For those who claim to follow the biblical Jesus, faith in Jesus cannot be separated from love. To say that love was important to Jesus would be an understatement. It wasn’t just important; Jesus went so far as to say that it was the most important thing of all.
Faith in Jesus was always meant to be a faith built on love, but something terrible has been happening for a long time in the Christian faith: so many churches seem to have forgotten love, and that forgetting has been convincing people everywhere to want nothing to do with God at all.
When I first noticed this happening, it broke my heart. How could the people who claimed the name of Jesus the loudest, who claimed to follow the Bible the most fully, be so unlike Jesus? How could they be so hypocritical? So disobedient to the God they claimed to represent? How could they not see how instrumental they had become in pushing so many people so completely away from the God who made them and loved them and wanted to see them set free? How could they not see that they were causing so much harm?
And then my heart broke again when I realized that I had become a part of the problem too. The love that had grown cold all around me had spread, and I found that I had begun to forget the truth of God’s love as well. Maybe my forgetting looked differently than theirs, but forgetting is still forgetting. And whether that forgetting has lasted a day, a week, or many years, faith that has forgotten love is faith that is in need of a rescue.
For me, remembering how to love was that rescue. Or at least, it was the beginning of it. It was the beginning of my repentance, but it didn’t end there because repentance didn’t just mean returning to what I knew was right, it also meant turning away from what I knew was wrong. That meant I also had to walk away from the Christian circles whose teachings and examples led me astray in the first place, and away from the religious leaders who believed they had the authority of God to command that I obey them, even when doing so meant disobeying Jesus himself.
It’s been a number of years since then, and I see even more clearly now how walking away was the best decision I could have made. Returning to love saved my faith. Choosing to follow Jesus first and foremost, once again, brought my broken spirit back to life and I haven’t looked back.
That’s not to say that I have arrived as a loving person by any means, or that I am anywhere near a perfect example of a disciple of Jesus…but I try to choose love again every day, as if for the first time, and that has changed everything for me.
It has changed the way I see God, who first and foremost is love. It has changed the way I see people, whom he loves desperately. It has changed the way I see myself and my reason for being here on this earth, and it has changed the way I see the world.
Because I remember now what I once knew and forgot: when it comes to following Jesus, everything starts with love. It is our first and greatest commandment. It is the royal law of God. It is the crucial evidence of whether or not we know God at all, and it is the greatest gift, without which all our faith comes down to nothing.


* Work order
Produce an exact transcription of the data, with the images left out.

* Exercise inputs
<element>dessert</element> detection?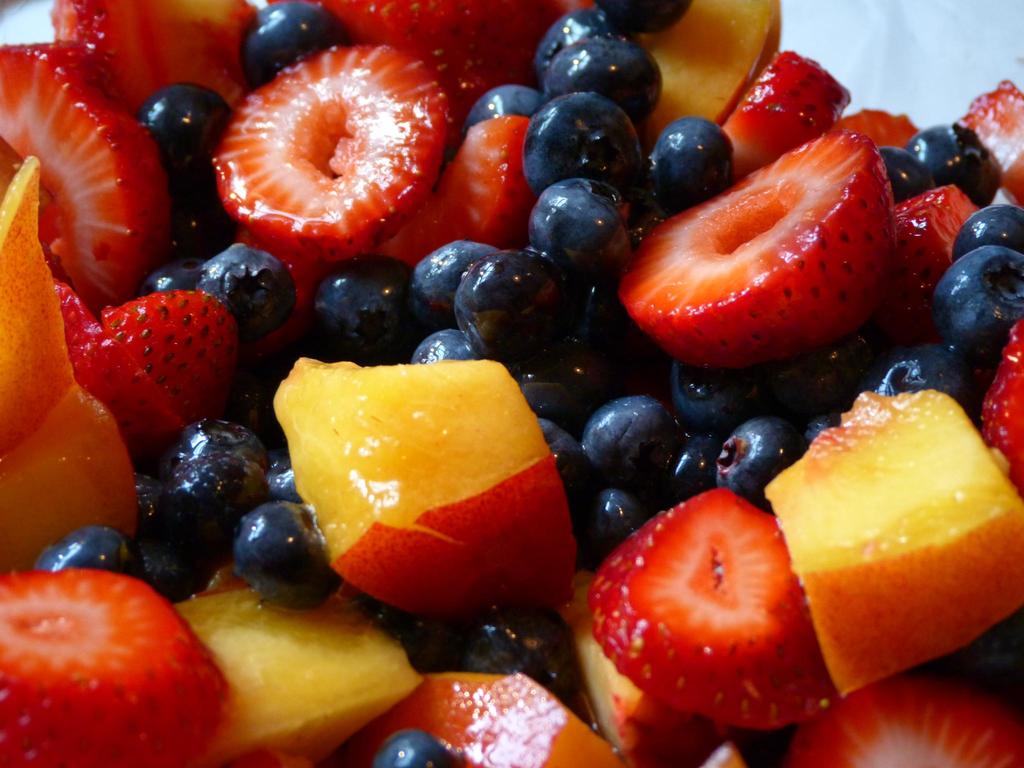
654,117,729,208
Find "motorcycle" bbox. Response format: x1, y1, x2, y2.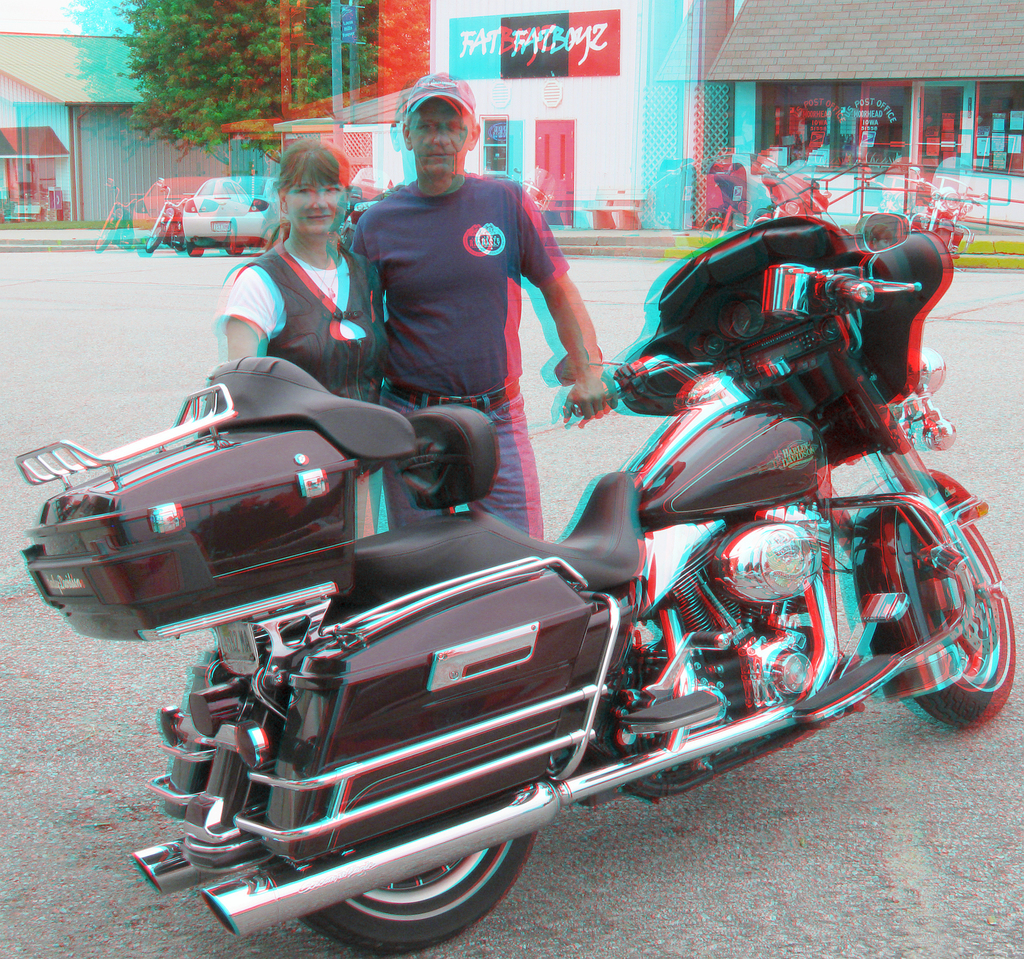
13, 210, 1018, 958.
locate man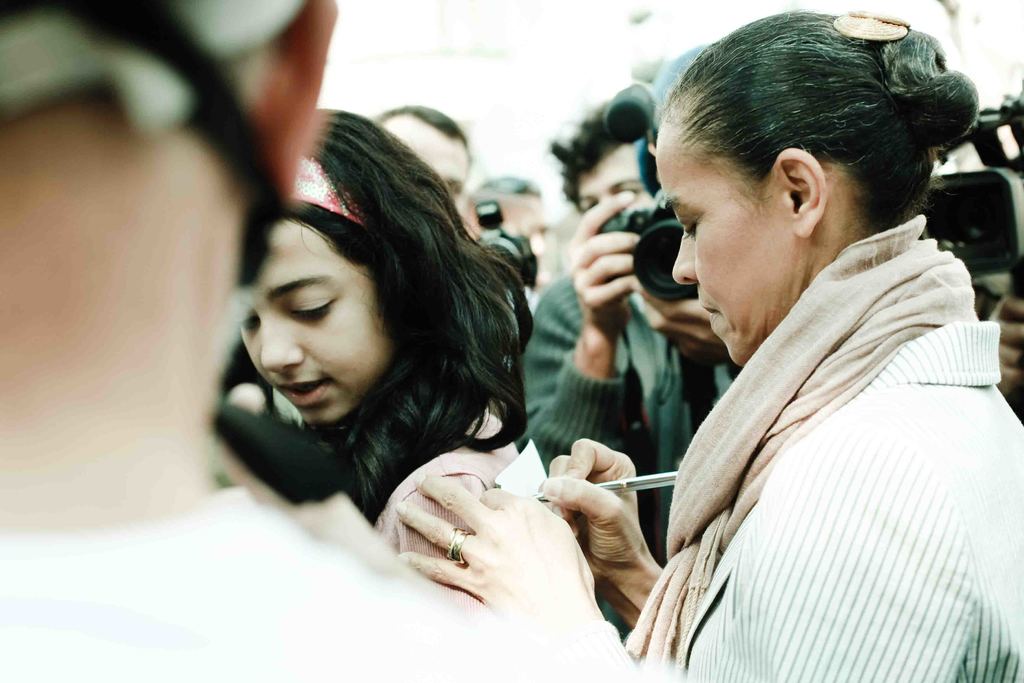
522,104,742,635
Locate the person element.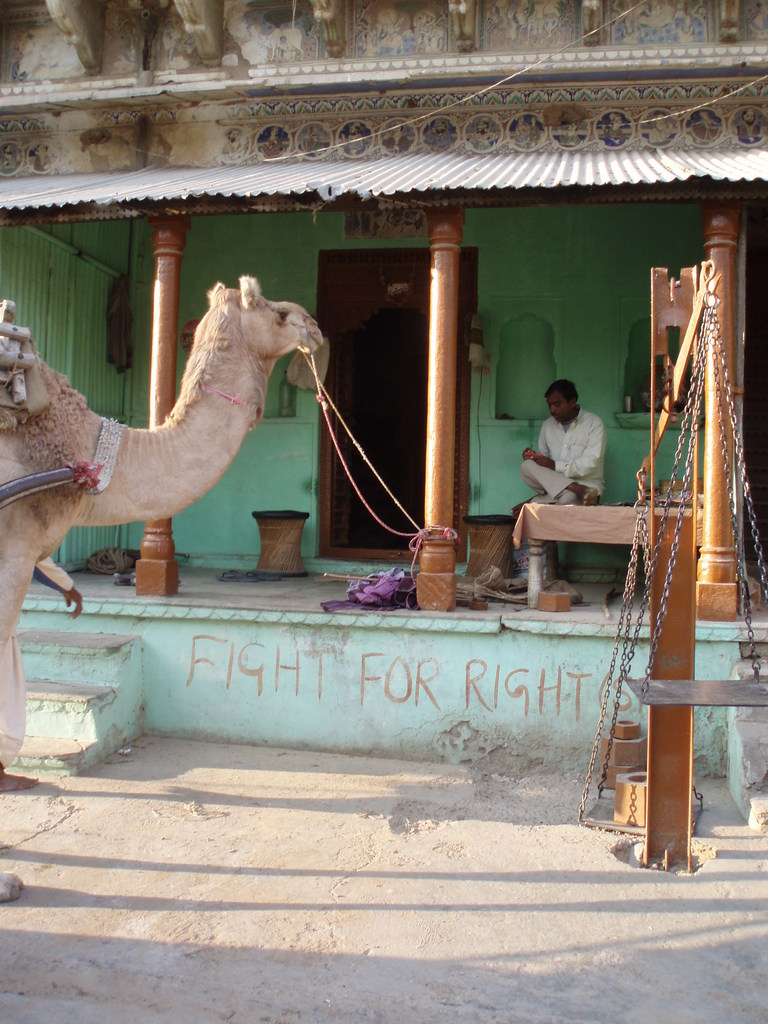
Element bbox: crop(543, 368, 616, 513).
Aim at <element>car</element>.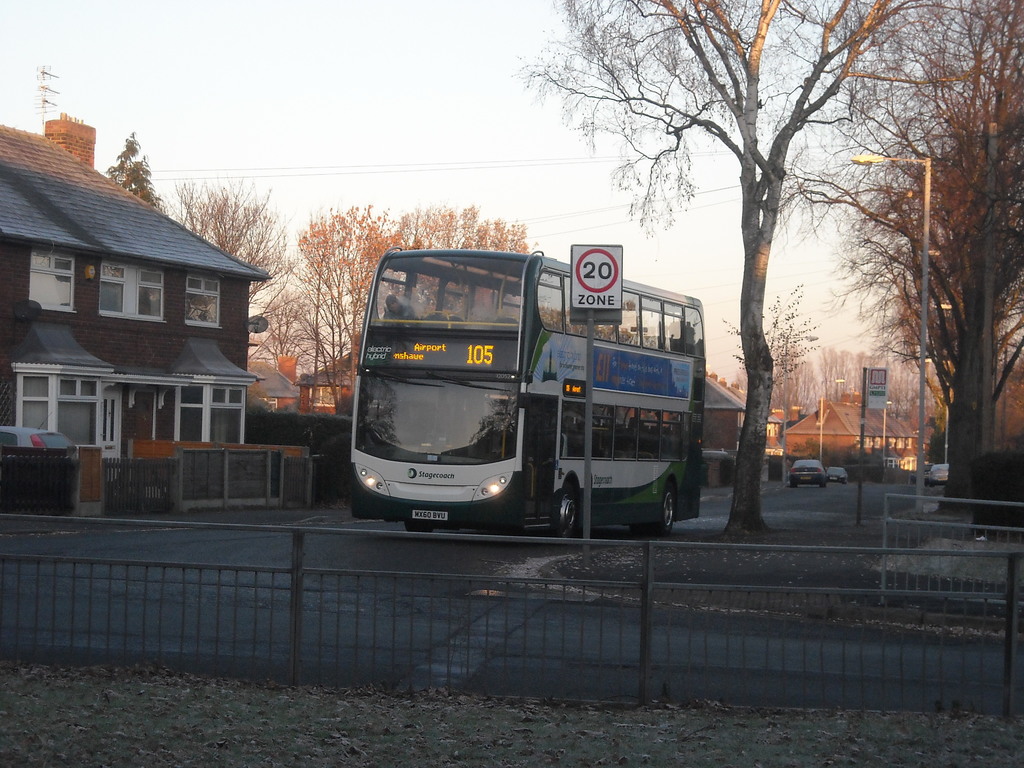
Aimed at Rect(828, 465, 847, 483).
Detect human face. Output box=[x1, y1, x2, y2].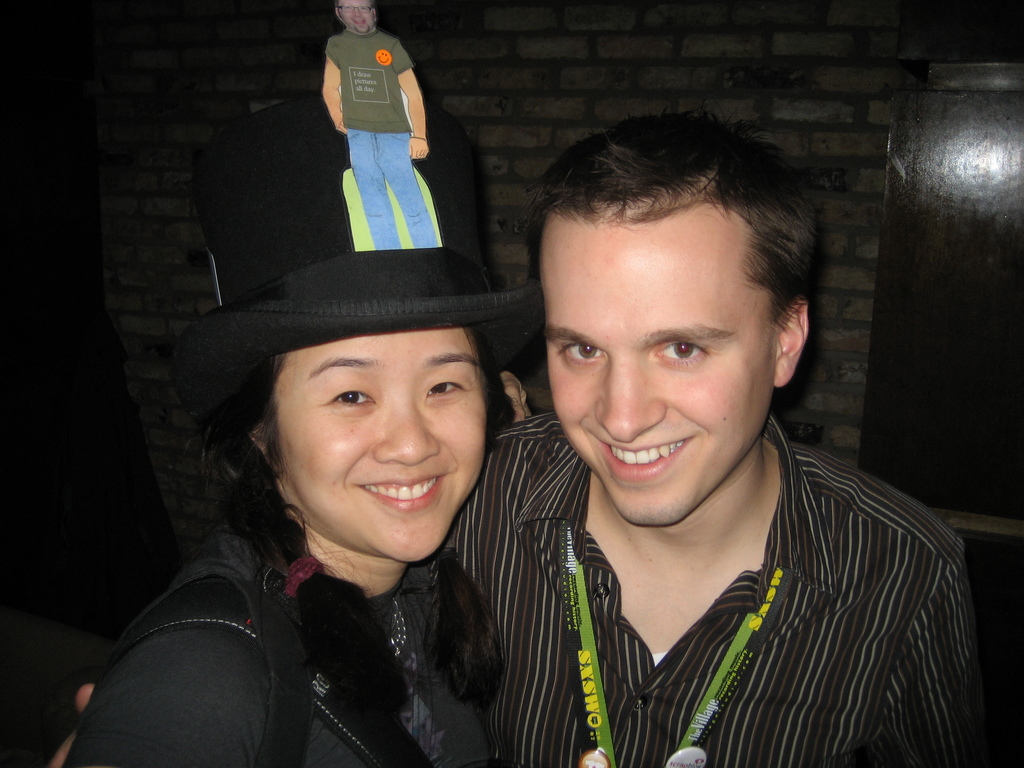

* Answer box
<element>dessert</element> detection?
654,117,729,208
Find "motorcycle" bbox. Response format: x1, y1, x2, y2.
13, 210, 1018, 958.
locate man
522,104,742,635
Locate the person element.
Element bbox: crop(543, 368, 616, 513).
Aim at <element>car</element>.
Aimed at Rect(828, 465, 847, 483).
Detect human face. Output box=[x1, y1, x2, y2].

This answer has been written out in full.